Competitive advantage
CX is heralded by those who embrace its principles as the only sustainable competitive advantage. Products, prices and features can all be duplicated by competitors. Most marketing tactics can be reverse-engineered and replicated.

But understanding your clients and adjusting your communications, processes, offerings, etc., to provide an experience that consistently meets their needs in a way they expect and value? That’s not cookie cutter. You can’t reverse engineer that. The advantage is in your ability to deliver value as defined by the customer, rather than hoping the customer finds your service valuable. Let’s unpack that.

What is value?
Value is an ambiguous concept. People are willing to pay more for what they perceive as more valuable, and people will keep valuable services longer. Value in business generally equates to more money, but what exactly is value? It’s a relative concept that may differ from person to person.

With anything as subjective as value, you have to find out from each person what is valuable to them. You may find, as many companies do these days, that time is of immeasurable value to your clients. Perhaps value is a better understanding of their insurance policy and how it would look to file a claim. Maybe it’s valuable to hear from an agent once a month, so they know they’re not forgotten.

Sometimes people don’t know exactly what they want but can feel an absence of value. The better you understand your clients, the better you can fill in the gaps between what they feel and what they want.

Seek to understand
There are many ways to achieve a better understanding of your clients and what they value. Surveys are a common choice, usually taking the form of the Net Promoter Score, Client Satisfaction or Client Effort Score.

I find the best way to understand someone is to spend time with them. Identify clients that generate the most revenue and treat them to lunch. Ask them about their thoughts, emotions, perceptions and expectations when doing business with you. What do they love? What do they hate? How could you do better?

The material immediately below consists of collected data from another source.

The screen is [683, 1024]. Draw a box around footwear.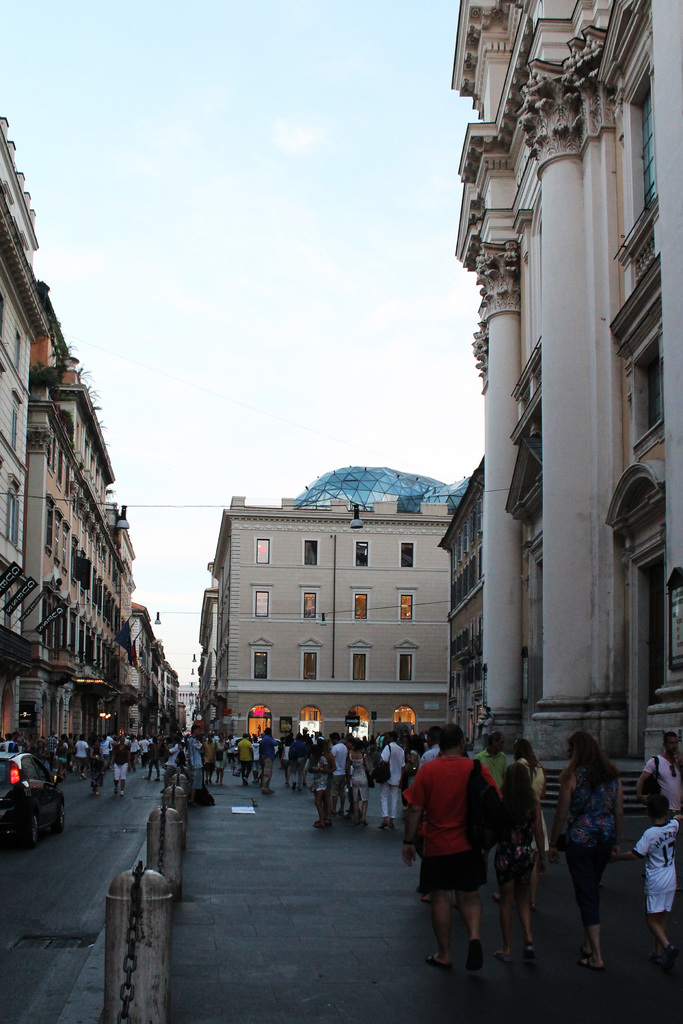
rect(493, 944, 521, 970).
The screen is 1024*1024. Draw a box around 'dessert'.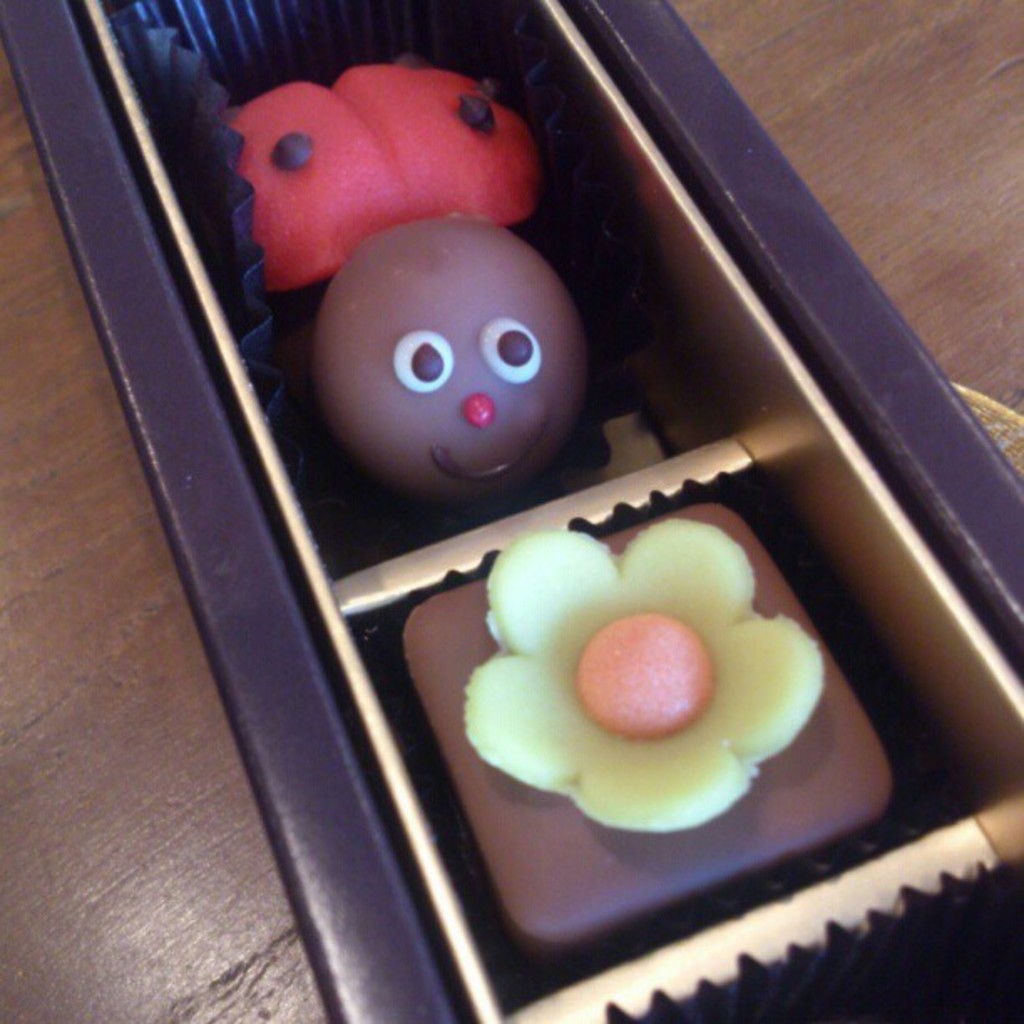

Do this with the top 20 percent of your clients, and you’ll get a good feel for processes, services or messaging that need to be changed.

If you have employees, ask them what questions or complaints they hear most often from clients. The feedback of your front-line employees can provide insight into the values of your clients that you won’t hear anywhere else.

If you understand what people value in their insurance experience, you can adjust your messaging and business practices to deliver more of that. As an agent, if you’re seen as more valuable, you will have a better shot at retaining clients longer and keeping them happier. Your clients are more likely to show loyalty to your brand. Loyal clients tend to recommend you to their friends and colleagues. In the end, more people get the insurance they need and you get their business. Everybody wins.

Understanding your clients and what they need, what they expect and what they want, can allow you to please them more consistently and to provide a client experience that competitors can’t replicate.